End Plastics

Change begins at home, especially for waste

Amid our global climate crisis, is there one thing each of us could do individually to make our homes greener? As we often say here in India, “Change begins from home,” and we should practice it. One way to do that is through how we manage our waste.

The sustainable development sector has taught me a lot. By way of living among tribes in villages and with communities, I have noticed that our cities need to learn from our rural populaces if we’re ever to respect the environment.

In cities we have lost that respect, and it is not the individuals who should be blamed — it is our contemporary culture: in general, the busyness of life, stress of jobs and complete disconnect from our traditional roots. For the last 30 years, we have lost a lot of our traditional values in a drive to gain economic prosperity. I think we all now need to pause, take a deep breath and think of what we wish to achieve as a nation. Are we moving in a right direction, or are we falling in traps by following a rat race?

Growing up in a small city, I learned of a deep connection to everything around us — even if it was one’s own household waste! Everyone owned their waste and did not treat it like a rubbish burden. Waste was not discarded in the plastic bags, left to be picked and segregated by another individual. It was owned!

Although there was less consumption, which means less plastic usage, managing the waste still was a part and parcel of daily routine. My mother always either fed vegetable and fruit (organic) waste to cattle or composted it in our small garden to produce manure that then served our plants. Waste was never left to someone else.

Later in my life, as I studied and grew up in New Delhi, I saw a growing disconnect with waste. The responsibility of managing it was completely left to the waste-picker. Here we didn’t give a damn to waste – how it being picked or segregated or where it gets dumped? I am as much at fault as the next person.

The fast pace of life is grueling and managing one’s own waste can be tough. But if we inform ourselves about the immense problem of waste and its mismanagement, we can act with more urgency. We must return to our roots, holding ourselves accountable for our own waste.

So, what’s the solution?

  • Forty percent of our household waste comprises of the compostable organic waste that can be made into manure that benefits soil and plants. Additionally, we can collect our waste and feed it to cattle.
  • As spacing in flats can be an issue in the cities, RWAs can make composting pits in parks, where households bring their household waste to be converted into a manure.
  • Less consumption and separation of waste is a best solution that will take us to a greener and brighter planet. We need to use good judgment whenever we buy something. We can survive with less, but we can’t survive on a choking planet with enormous waste.
  • Plastic littering is a major problem that needs an urgent solution. I recently found out that even the way we cut our plastic packets at home leaves tiny portion of plastics, which never get recycled. We should cut milk pouches in a way that no piece is torn off from the larger piece of pouch as the tiny pieces cannot be recycled.

Littering of waste has grown exponentially in our society. This needs to stop so that we leave a green and healthy planet for our next generations. It is important that we inform ourselves and take individual actions. We need to manage the problem first at our own level and then at a societal level. We can’t leave everything for our governments to handle. We must play a firm role in the lifecycle of waste to reduce, refuse, recycle and remove our own waste. Let’s own up our waste!

What do you think is that one thing which will make our planet greener? Write to me with your ideas at [email protected].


# Work item:
Return all the data below as it stands, minus the pictures.

# Data for the task:

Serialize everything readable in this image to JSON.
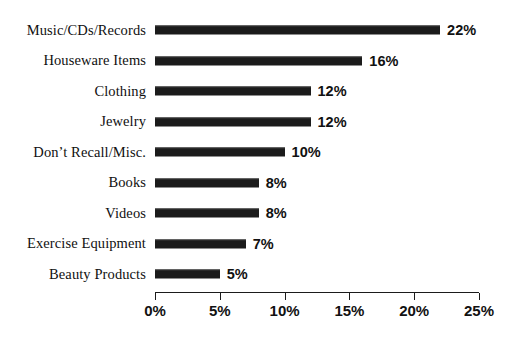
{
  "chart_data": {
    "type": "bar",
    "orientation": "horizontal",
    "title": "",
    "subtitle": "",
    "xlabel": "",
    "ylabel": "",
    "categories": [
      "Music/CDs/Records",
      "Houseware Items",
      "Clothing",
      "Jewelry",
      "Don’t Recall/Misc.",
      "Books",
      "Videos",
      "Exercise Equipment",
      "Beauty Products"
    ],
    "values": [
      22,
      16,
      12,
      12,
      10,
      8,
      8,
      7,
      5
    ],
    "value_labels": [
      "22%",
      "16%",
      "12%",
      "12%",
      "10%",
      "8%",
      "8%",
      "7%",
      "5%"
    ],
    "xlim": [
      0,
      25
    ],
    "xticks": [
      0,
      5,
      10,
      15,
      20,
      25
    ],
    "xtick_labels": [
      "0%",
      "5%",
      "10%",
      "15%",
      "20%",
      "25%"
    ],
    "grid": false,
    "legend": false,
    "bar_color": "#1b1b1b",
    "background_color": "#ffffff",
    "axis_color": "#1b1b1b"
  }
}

# Result for this exercise:
Serialize everything readable in this image to JSON.
{
  "chart_data": {
    "type": "bar",
    "orientation": "horizontal",
    "title": "",
    "subtitle": "",
    "xlabel": "",
    "ylabel": "",
    "categories": [
      "Music/CDs/Records",
      "Houseware Items",
      "Clothing",
      "Jewelry",
      "Don’t Recall/Misc.",
      "Books",
      "Videos",
      "Exercise Equipment",
      "Beauty Products"
    ],
    "values": [
      22,
      16,
      12,
      12,
      10,
      8,
      8,
      7,
      5
    ],
    "value_labels": [
      "22%",
      "16%",
      "12%",
      "12%",
      "10%",
      "8%",
      "8%",
      "7%",
      "5%"
    ],
    "xlim": [
      0,
      25
    ],
    "xticks": [
      0,
      5,
      10,
      15,
      20,
      25
    ],
    "xtick_labels": [
      "0%",
      "5%",
      "10%",
      "15%",
      "20%",
      "25%"
    ],
    "grid": false,
    "legend": false,
    "bar_color": "#1b1b1b",
    "background_color": "#ffffff",
    "axis_color": "#1b1b1b"
  }
}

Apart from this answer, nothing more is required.